John Galliano is no longer interested in being The Latest Thing. He’s committed to the timelessness of couture.  
Maison Margiela Artisanal Spring/Summer 2017 | Source: InDigital.tv
By
  • Tim Blanks

PARIS, France — John Galliano took on a huge subject with his Artisanal collection for Maison Margiela: the way that "reality" is now veiled in a technological farrago, left wide open to interpretations as ludicruous as "alternative facts." Next stop, the renaissance of the Flat Earth Society. Those specific lunacies wouldn't have been on his mind when he was working on the collection, but he offered a very convincing, eerily beautiful and ultimately uplifting refutation in clothing.

Essence: that was the core. The truth of clothes, distilled to their skeletal being. Galliano called this peeling process décortiqué. He's always been good with a French turn of phrase. Like boulversé, the notion of topsy-turvy which has served him incredibly well over the years. That worked here as well, the way that a tweed jacket and a bias-cut crepe skirt were matched. "Fusing memories," Galliano called it. Or, as the back of one look announced, in naïve embroidery, "Things you can't believe."

That message might seem out of touch with a season whose hunger for the rational is glaring, but the collection’s emphasis on craft was utterly in keeping with the reverence for the hand that currently motivates fashion’s most interesting creators. The most fabulous thing Galliano said in his pressnotes was that this was a type of “modern-day folklore.”

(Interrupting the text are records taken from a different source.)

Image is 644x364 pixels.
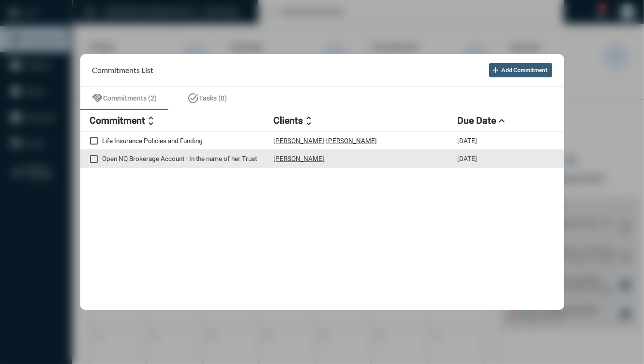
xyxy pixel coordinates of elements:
mat-icon: handshake [92,93,104,104]
mat-icon: expand_less [496,115,508,127]
h2: Clients [274,115,304,126]
p: [PERSON_NAME] [274,155,325,163]
p: [PERSON_NAME] [274,137,325,145]
h2: Commitment [90,115,146,126]
span: Commitments (2) [104,94,157,102]
p: Open NQ Brokerage Account - In the name of her Trust [103,155,274,163]
h2: Commitments List [93,65,154,75]
mat-icon: unfold_more [304,115,315,127]
mat-icon: add [491,65,501,75]
mat-icon: task_alt [188,93,199,104]
button: Add Commitment [489,63,552,77]
h2: Due Date [458,115,496,126]
p: - [325,137,327,145]
span: Tasks (0) [199,94,227,102]
p: Life Insurance Policies and Funding [103,137,274,145]
p: [PERSON_NAME] [327,137,377,145]
mat-icon: unfold_more [146,115,157,127]
p: [DATE] [458,137,478,145]
p: [DATE] [458,155,478,163]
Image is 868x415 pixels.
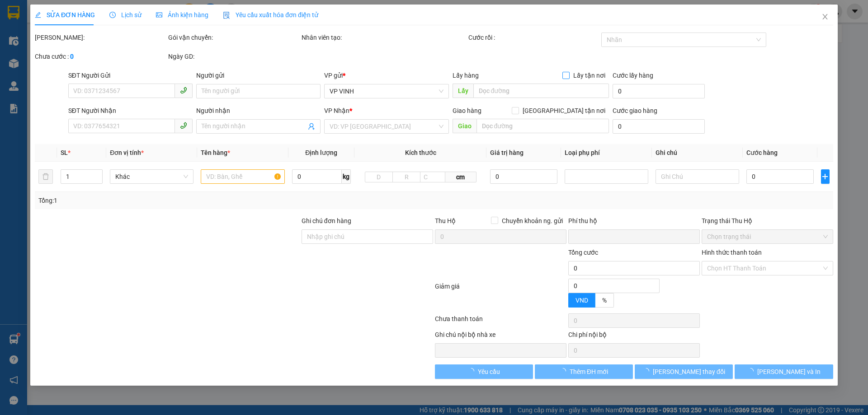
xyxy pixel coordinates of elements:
[420,172,445,182] input: C
[434,281,567,312] div: Giảm giá
[110,11,142,19] span: Lịch sử
[570,367,608,377] span: Thêm ĐH mới
[491,149,524,156] span: Giá trị hàng
[445,172,476,182] span: cm
[643,368,653,374] span: loading
[821,169,830,184] button: plus
[822,13,829,20] span: close
[576,297,588,304] span: VND
[519,106,609,115] span: [GEOGRAPHIC_DATA] tận nơi
[561,144,652,161] th: Loại phụ phí
[758,367,821,377] span: [PERSON_NAME] và In
[168,32,300,42] div: Gói vận chuyển:
[68,71,193,80] div: SĐT Người Gửi
[110,12,116,18] span: clock-circle
[435,217,456,224] span: Thu Hộ
[570,71,609,80] span: Lấy tận nơi
[68,106,193,115] div: SĐT Người Nhận
[196,71,321,80] div: Người gửi
[60,149,68,156] span: SL
[453,72,479,79] span: Lấy hàng
[707,230,828,243] span: Chọn trạng thái
[453,84,473,98] span: Lấy
[702,216,834,226] div: Trạng thái Thu Hộ
[535,364,633,379] button: Thêm ĐH mới
[747,368,758,374] span: loading
[325,71,449,80] div: VP gửi
[478,367,500,377] span: Yêu cầu
[393,172,421,182] input: R
[613,84,705,99] input: Cước lấy hàng
[653,367,725,377] span: [PERSON_NAME] thay đổi
[302,217,351,224] label: Ghi chú đơn hàng
[453,119,477,133] span: Giao
[70,53,74,60] b: 0
[38,169,53,184] button: delete
[822,173,829,180] span: plus
[302,230,433,244] input: Ghi chú đơn hàng
[342,169,351,184] span: kg
[365,172,393,182] input: D
[196,106,321,115] div: Người nhận
[473,84,609,98] input: Dọc đường
[201,169,285,184] input: VD: Bàn, Ghế
[602,297,607,304] span: %
[180,122,187,129] span: phone
[813,5,838,30] button: Close
[702,249,762,256] label: Hình thức thanh toán
[35,51,166,62] div: Chưa cước :
[469,32,600,42] div: Cước rồi :
[405,149,436,156] span: Kích thước
[110,149,144,156] span: Đơn vị tính
[35,11,95,19] span: SỬA ĐƠN HÀNG
[656,169,739,184] input: Ghi Chú
[302,32,467,42] div: Nhân viên tạo:
[116,170,188,184] span: Khác
[499,216,567,226] span: Chuyển khoản ng. gửi
[308,123,316,130] span: user-add
[747,149,778,156] span: Cước hàng
[477,119,609,133] input: Dọc đường
[325,107,350,114] span: VP Nhận
[568,216,700,230] div: Phí thu hộ
[156,12,162,18] span: picture
[613,72,653,79] label: Cước lấy hàng
[35,12,41,18] span: edit
[560,368,570,374] span: loading
[468,368,478,374] span: loading
[223,12,230,19] img: icon
[330,84,443,98] span: VP VINH
[735,364,834,379] button: [PERSON_NAME] và In
[652,144,743,161] th: Ghi chú
[38,196,335,206] div: Tổng: 1
[201,149,230,156] span: Tên hàng
[435,329,567,343] div: Ghi chú nội bộ nhà xe
[568,329,700,343] div: Chi phí nội bộ
[568,249,598,256] span: Tổng cước
[305,149,338,156] span: Định lượng
[168,51,300,62] div: Ngày GD:
[613,119,705,134] input: Cước giao hàng
[223,11,318,19] span: Yêu cầu xuất hóa đơn điện tử
[434,314,567,329] div: Chưa thanh toán
[35,32,166,42] div: [PERSON_NAME]:
[613,107,658,114] label: Cước giao hàng
[435,364,533,379] button: Yêu cầu
[453,107,482,114] span: Giao hàng
[635,364,733,379] button: [PERSON_NAME] thay đổi
[156,11,208,19] span: Ảnh kiện hàng
[180,87,187,94] span: phone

It was there in the embroidery, the stitching, the errant composition of the looks. Joan Baez crooned Diamonds and Rust on the soundtrack to make the point even sharper. That aural detail pulls you up sharp, makes you realise that John Galliano has absolutely no interest in being The Latest Thing. Been there, done that. 

Instead, he's committed to the timelessness of couture (remember, Artisanal is just that). So, if selfie culture is all about building up a perfect image in the moment, with filters, Galliano deliberately de-filtered his designs. The most perfect moment in the collection was the face constructed in tulle by artist Benjamin Shine, bursting out of a long white coat. Chaos is the new perfection.